Van Maaren likely thought that that was the end of his ordeal, but fifteen years later the matter of who betrayed the people in hiding at Prinsengracht 263 would resurface and he would again find himself the prime suspect. Everyone on the Cold Case Team thought that the first investigation of Van Maaren had been perfunctory; the official report was only nine pages long. At that point, they began to collect all information relevant to the second investigation in 1963–1964, hoping that it might have had a broader focus and delved more deeply into what had precipitated the raid.





28


“Just Go to Your Jews!”


The Cold Case Team found no conclusive evidence that the betrayer of Anne Frank was someone in the neighborhood, but their investigation turned up disconcerting evidence with regard to a closer circle, the helpers. The team had become emotionally attached to the helpers, but, as Vince put it, it was necessary to remain objective to protect the integrity of the investigation. Through the Mapping Project, they learned that the next-door neighbor of Johannes Kleiman was not only a fervent NSB member but also an employee at the SD office on Euterpestraat. Both Kleiman’s wife and his brother knew about the hiders, and it seems that their daughter, Corrie, also deduced from a casual remark by her father that the Franks were still in Amsterdam, though she probably didn’t know they were hiding in the Annex.1 The team also discovered that the adoptive brother of Miep, as well as Kugler’s brother-in-law, had been accused of collaboration. Could an unintentional remark by any of them have given the hiders away?

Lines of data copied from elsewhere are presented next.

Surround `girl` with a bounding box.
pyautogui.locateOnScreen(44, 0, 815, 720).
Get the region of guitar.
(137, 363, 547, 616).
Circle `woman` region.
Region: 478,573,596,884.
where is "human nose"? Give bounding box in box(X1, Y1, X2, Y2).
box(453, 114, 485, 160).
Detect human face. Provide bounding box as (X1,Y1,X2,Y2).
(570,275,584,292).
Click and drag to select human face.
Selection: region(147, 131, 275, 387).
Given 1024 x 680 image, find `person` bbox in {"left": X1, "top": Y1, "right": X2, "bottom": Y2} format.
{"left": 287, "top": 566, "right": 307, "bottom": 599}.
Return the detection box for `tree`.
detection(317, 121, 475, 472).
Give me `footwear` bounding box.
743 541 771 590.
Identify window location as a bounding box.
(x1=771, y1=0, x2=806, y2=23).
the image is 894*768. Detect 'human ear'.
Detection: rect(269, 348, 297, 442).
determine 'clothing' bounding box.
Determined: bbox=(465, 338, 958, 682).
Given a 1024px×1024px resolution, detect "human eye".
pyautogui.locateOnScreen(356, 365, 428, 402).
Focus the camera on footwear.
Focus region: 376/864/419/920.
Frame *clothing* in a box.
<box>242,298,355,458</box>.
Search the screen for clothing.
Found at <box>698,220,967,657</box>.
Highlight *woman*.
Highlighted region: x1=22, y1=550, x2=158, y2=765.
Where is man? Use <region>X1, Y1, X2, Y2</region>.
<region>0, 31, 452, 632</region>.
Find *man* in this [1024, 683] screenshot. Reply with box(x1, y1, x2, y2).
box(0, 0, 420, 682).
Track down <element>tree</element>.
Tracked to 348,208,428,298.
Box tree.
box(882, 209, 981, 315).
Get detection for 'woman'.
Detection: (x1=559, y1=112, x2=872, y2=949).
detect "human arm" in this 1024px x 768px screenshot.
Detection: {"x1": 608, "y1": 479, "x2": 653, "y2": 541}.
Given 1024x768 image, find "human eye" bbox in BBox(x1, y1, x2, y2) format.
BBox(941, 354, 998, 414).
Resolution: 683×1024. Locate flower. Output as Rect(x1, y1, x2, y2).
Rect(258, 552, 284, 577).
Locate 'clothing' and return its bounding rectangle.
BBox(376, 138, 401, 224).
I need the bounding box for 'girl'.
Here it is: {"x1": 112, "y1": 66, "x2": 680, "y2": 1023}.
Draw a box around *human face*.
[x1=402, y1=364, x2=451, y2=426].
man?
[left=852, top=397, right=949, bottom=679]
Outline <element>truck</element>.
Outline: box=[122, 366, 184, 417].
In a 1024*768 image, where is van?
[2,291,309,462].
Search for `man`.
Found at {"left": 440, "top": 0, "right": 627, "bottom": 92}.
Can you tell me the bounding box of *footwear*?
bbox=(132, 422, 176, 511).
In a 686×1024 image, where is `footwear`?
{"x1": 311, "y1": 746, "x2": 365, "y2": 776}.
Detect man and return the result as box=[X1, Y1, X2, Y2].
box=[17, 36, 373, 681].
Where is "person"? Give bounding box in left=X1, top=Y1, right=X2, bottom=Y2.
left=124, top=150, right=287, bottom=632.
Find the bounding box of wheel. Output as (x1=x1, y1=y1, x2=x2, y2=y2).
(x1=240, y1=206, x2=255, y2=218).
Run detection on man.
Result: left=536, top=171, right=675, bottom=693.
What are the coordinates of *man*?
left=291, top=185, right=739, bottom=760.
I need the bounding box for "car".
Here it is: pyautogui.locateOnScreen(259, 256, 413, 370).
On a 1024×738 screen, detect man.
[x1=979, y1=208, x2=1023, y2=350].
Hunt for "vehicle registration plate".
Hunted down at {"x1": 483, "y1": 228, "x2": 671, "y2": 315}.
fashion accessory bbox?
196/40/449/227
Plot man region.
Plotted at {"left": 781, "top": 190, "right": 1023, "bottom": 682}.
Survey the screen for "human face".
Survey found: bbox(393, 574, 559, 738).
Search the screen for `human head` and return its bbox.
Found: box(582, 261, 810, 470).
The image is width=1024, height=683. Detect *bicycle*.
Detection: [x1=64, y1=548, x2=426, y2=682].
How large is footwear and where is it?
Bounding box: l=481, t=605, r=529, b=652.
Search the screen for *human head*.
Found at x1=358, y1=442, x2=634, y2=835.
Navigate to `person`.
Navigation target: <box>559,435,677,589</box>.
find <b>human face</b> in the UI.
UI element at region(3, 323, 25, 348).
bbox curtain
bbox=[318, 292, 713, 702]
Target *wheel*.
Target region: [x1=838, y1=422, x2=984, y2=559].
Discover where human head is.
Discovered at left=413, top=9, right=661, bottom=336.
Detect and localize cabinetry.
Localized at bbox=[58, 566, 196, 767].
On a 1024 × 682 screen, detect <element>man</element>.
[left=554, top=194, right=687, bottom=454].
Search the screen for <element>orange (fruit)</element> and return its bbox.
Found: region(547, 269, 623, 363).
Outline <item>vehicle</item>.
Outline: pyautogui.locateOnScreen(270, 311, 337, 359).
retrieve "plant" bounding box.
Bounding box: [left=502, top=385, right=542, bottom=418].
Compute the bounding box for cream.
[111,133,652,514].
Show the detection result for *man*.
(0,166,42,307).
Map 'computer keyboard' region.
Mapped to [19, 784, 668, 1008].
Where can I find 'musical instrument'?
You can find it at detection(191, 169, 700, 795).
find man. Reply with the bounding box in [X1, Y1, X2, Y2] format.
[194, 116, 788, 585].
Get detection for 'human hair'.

The team began by researching the collaboration file of Kugler’s brother-in-law and discovered that his “collaboration” amounted to operating a movie theater that had played pro-German films during the occupation. As for Miep, any doubts about her were easy to dismiss. She was hugely self-disciplined and able to compartmentalize; as she herself said, during the war she had lost the habit of speech. Regardless, the Cold Case Team found documents indicating that her adoptive brother, Laurens Nieuwenburg, Jr., went to Germany in November 1943 and reregistered at his parents’ address in August 1945; it appears that he was in Germany at the time of the Annex arrests. Finally, Kleiman’s neighbor, too, was a very unlikely suspect; if he was the one to give up the Prinsengracht 263 address, he would not have phoned SS Lieutenant Julius Dettmann with the information. As an employee of the SD, he would have known that the person to call with tips about hiders was Sergeant Abraham Kaper at the Bureau of Jewish Affairs. Kaper was in charge of the Jew-hunting unit and could be nasty when others went around him, poached on his territory, or tried to claim the Kopgeld rewards.